House debates

Thursday, 1 June 2006

Adjournment

Mr Peretz Kalman

12:45 pm

Photo of Christopher PyneChristopher Pyne (Sturt, Liberal Party, Parliamentary Secretary to the Minister for Health and Ageing) Share this | | Hansard source

I would like to join the member for Casey and the member for Melbourne Ports in paying tribute to the life of Peretz Kalman, the father of a friend of mine, Harvey Kalman, who is also a particular friend of the member for Casey. After 2½ years hiding in a ghetto for useful labourers, where he learned to play chess at a very early age and it became a lifelong passion, Peretz Kalman was eventually arrested, taken into detention by the Nazis and removed to Bergen-Belsen concentration camp. He walked out of there at the age of eight. He was obviously one of the very lucky ones. Sometime in the Second World War the Nazis decided it was too costly to shoot children and waste the bullets, so they threw children into the furnaces. They did that in order to save money, as part of their evil trade.

Peretz Kalman went on to have a very full and very valuable life, determined to make every day count because his God had saved him and he owed it to all those who did not survive to live for them, too. Six million Jews, 1½ million of them children, and others—homosexuals, the disabled, Catholic nuns and priests, socialists and dissenters—died in World War II in over 30 German concentration camps spread across Europe. Auschwitz was probably the most famous—or infamous—where 1.1 million people died. The cruelty, insensitivity and senselessness of this slaughter is something my generation cannot fathom or even begin to imagine. It is not something that can be understood—only reviled and rejected for its inhumanity.

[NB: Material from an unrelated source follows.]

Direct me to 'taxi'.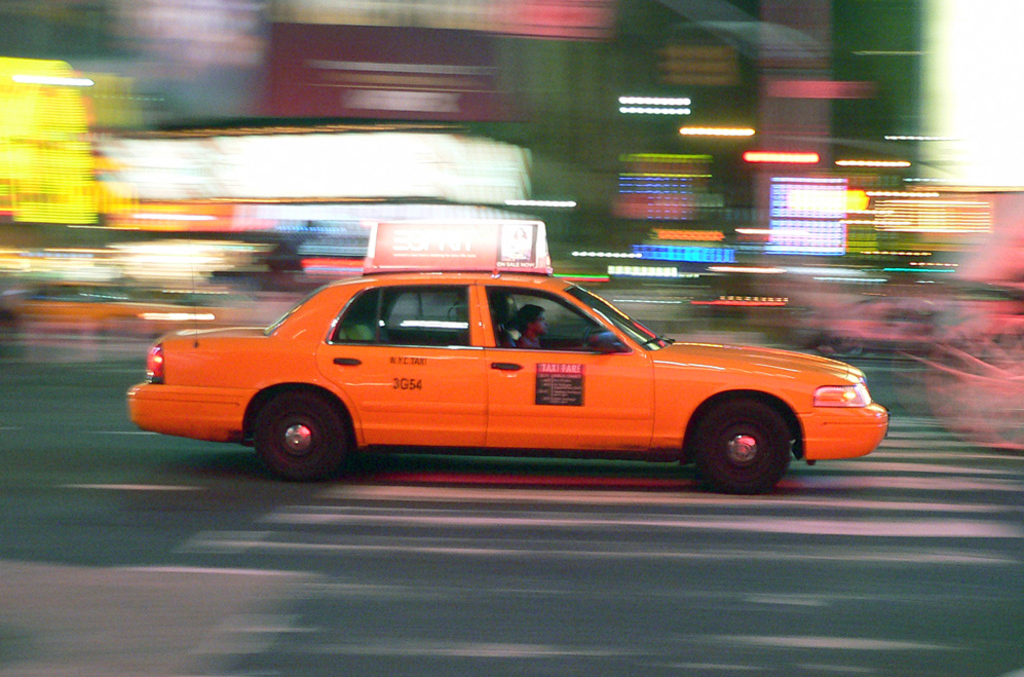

Now many of those who have survived, people like Peretz Kalman, are reaching the end of their lives and we are seeing a common theme. The Age carried an obituary on 26 May of David Pearl, another Jew who had survived the Second World War. The obituary said that his first wife, Anya, was captured and murdered in a concentration camp, leaving him to rear their three-month-old baby girl, Diana. By 1942, eight other members of his family—his father, mother, three brothers and three sisters—had died as well. Once, when captured and forced to strip and dig his own grave, anger overwhelmed him and he struck the Nazi guards with his shovel and escaped, running naked into the woods. Although impoverished and unable to speak English when he arrived in Australia, Pearl proved to be a true entrepreneur with a keen business sense and the stamina for hard work. Despite his material success his prime motivation was to protect his family, something he had been unable to do in Poland.

It is a common theme. The lives of Jews like Peretz Kalman and David Pearl are an inspiration to Jews around the world and a reminder to both Jews and gentiles everywhere of the resilience of human nature and the capacity to grow bigger than one’s worst experiences. The horror of the Shoah has been well documented and represented. Even Hollywood, which has a tremendous capacity for trivialisation, has represented the Shoah well. But to my mind the best moving picture documentation of the Shoah was in La Vita e BellaLife is Beautifulin 1998, directed by and starring Roberto Benigni. It was a story of love simply but evocatively told through the tribulations of a father and son in Auschwitz. Recently I read a book entitled The Boy in the Striped Pyjamas, by Irish writer John Boyne. It is the story of the childhood of an eight-year-old boy called Bruno, son of the commandant of Auschwitz, told through Bruno’s eyes simply and painfully and ending tragically with Bruno’s own accidental death in the gas chambers, holding hands with his best friend Shmuel, a Jewish boy of the same age. Again, the story of the Shoah is told brilliantly. It is described not graphically but soulfully and powerfully.

Last week His Holiness Pope Benedict XVI visited Auschwitz. He went as a son of the German people and met 32 of the 200,000 survivors. He said, poignantly:

In a place like this, words fail. In the end, there can only be a dread silence, a silence which is a heartfelt cry to God: Why, Lord, did you remain silent? How could you tolerate all this?

Pope Benedict said humans could not ‘peer into God’s mysterious plan’ to understand such evil, but could only ‘cry out humbly yet insistently to God: rouse yourself! Do not forget mankind, your creature.’ How true.